About the Talk
This talk explores how the EU AI Act can be used to foster power-sensitive, inclusive AI design, despite not mandating stakeholder participation. I present the High-risk EU AI Act Toolkit (HEAT)—an ethical AI framework co-developed by the University of Cambridge and Ammagamma (now part of Accenture)—which adopts a pro-justice, feminist-informed approach to stakeholder engagement.
Drawing on his research on AI ethics toolkits and experience teaching participatory design, demonstrates how HEAT guides teams in identifying and meaningfully engaging both direct and indirect stakeholders, with a focus on marginalised and minoritised groups. The toolkit addresses risks of tokenism by advocating for stakeholder compensation, influence, and agency throughout the design process. He argues that protecting fundamental rights like human dignity requires engagement that goes beyond consultation—empowering stakeholders to shape both the process and the product of AI development.
About the Speaker

Dr Tomasz Hollanek is a Research Fellow at the Leverhulme Centre for the Future of Intelligence (LCFI) and an Affiliated Lecturer in the Department of Computer Science and Technology at the University of Cambridge, working at the intersection of AI ethics and critical design. His ongoing research explores the possibility of applying critical design methods – prioritising the goals of social justice and environmental sustainability – in the governance, development, and deployment of AI systems. This includes work on the ethics of human-AI interaction design (in particular, the design of companion chatbots and griefbots) and the In-depth EU AI Act Toolkit, helping developers translate the requirements of the European Union’s AI Act into design practice.
Previously, Tomasz was a Vice-Chancellor’s PhD Scholar at Cambridge and a Visiting Research Fellow at the École Normale Supérieure in Paris. He has contributed to numerous research projects, including the Global AI Narratives Project at LCFI and the Ethics of Digitalization research program at the Berkman Klein Center for Internet and Society at Harvard.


Assignment> Every record must reappear in the answer exactly as given.

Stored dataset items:
══════════
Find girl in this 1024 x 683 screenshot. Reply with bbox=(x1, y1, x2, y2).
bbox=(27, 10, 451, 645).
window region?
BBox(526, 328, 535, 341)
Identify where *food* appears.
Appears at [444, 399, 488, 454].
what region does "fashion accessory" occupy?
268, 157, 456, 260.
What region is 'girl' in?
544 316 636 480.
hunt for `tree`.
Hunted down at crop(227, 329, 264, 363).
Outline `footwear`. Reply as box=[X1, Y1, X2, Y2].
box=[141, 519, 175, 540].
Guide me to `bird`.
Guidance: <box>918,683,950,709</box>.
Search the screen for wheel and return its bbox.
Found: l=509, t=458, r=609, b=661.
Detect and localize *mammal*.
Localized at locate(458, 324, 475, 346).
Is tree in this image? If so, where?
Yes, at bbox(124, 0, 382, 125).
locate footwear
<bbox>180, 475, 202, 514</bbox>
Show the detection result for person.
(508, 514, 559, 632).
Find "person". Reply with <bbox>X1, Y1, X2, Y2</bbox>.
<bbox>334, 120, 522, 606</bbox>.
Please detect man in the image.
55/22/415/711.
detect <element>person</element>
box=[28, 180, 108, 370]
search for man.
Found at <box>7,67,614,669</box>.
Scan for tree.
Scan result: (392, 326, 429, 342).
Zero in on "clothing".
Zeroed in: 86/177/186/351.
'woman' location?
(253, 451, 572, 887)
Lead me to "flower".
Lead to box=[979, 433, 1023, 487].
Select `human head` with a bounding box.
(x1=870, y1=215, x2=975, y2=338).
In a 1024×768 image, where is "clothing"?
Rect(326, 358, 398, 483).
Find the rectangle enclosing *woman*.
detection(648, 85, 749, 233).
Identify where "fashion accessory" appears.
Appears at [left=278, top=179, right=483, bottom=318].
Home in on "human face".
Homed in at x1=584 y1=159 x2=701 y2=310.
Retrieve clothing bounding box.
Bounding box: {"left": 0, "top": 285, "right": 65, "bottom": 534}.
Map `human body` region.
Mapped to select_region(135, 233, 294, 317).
══════════
Exercise result>
Find girl in this 1024 x 683 screenshot. Reply with bbox=(x1, y1, x2, y2).
bbox=(27, 10, 451, 645).
window region?
BBox(526, 328, 535, 341)
Identify where *food* appears.
Appears at [444, 399, 488, 454].
what region does "fashion accessory" occupy?
268, 157, 456, 260.
What region is 'girl' in?
544 316 636 480.
hunt for `tree`.
Hunted down at crop(227, 329, 264, 363).
Outline `footwear`. Reply as box=[X1, Y1, X2, Y2].
box=[141, 519, 175, 540].
Guide me to `bird`.
Guidance: <box>918,683,950,709</box>.
Search the screen for wheel and return its bbox.
Found: l=509, t=458, r=609, b=661.
Detect and localize *mammal*.
Localized at locate(458, 324, 475, 346).
Is tree in this image? If so, where?
Yes, at bbox(124, 0, 382, 125).
locate footwear
<bbox>180, 475, 202, 514</bbox>
Show the detection result for person.
(508, 514, 559, 632).
Find "person". Reply with <bbox>X1, Y1, X2, Y2</bbox>.
<bbox>334, 120, 522, 606</bbox>.
Please detect man in the image.
55/22/415/711.
detect <element>person</element>
box=[28, 180, 108, 370]
search for man.
Found at <box>7,67,614,669</box>.
Scan for tree.
Scan result: (392, 326, 429, 342).
Zero in on "clothing".
Zeroed in: 86/177/186/351.
'woman' location?
(253, 451, 572, 887)
Lead me to "flower".
Lead to box=[979, 433, 1023, 487].
Select `human head` with a bounding box.
(x1=870, y1=215, x2=975, y2=338).
In a 1024×768 image, where is "clothing"?
Rect(326, 358, 398, 483).
Find the rectangle enclosing *woman*.
detection(648, 85, 749, 233).
Identify where "fashion accessory" appears.
Appears at [left=278, top=179, right=483, bottom=318].
Home in on "human face".
Homed in at x1=584 y1=159 x2=701 y2=310.
Retrieve clothing bounding box.
Bounding box: {"left": 0, "top": 285, "right": 65, "bottom": 534}.
Map `human body` region.
Mapped to select_region(135, 233, 294, 317).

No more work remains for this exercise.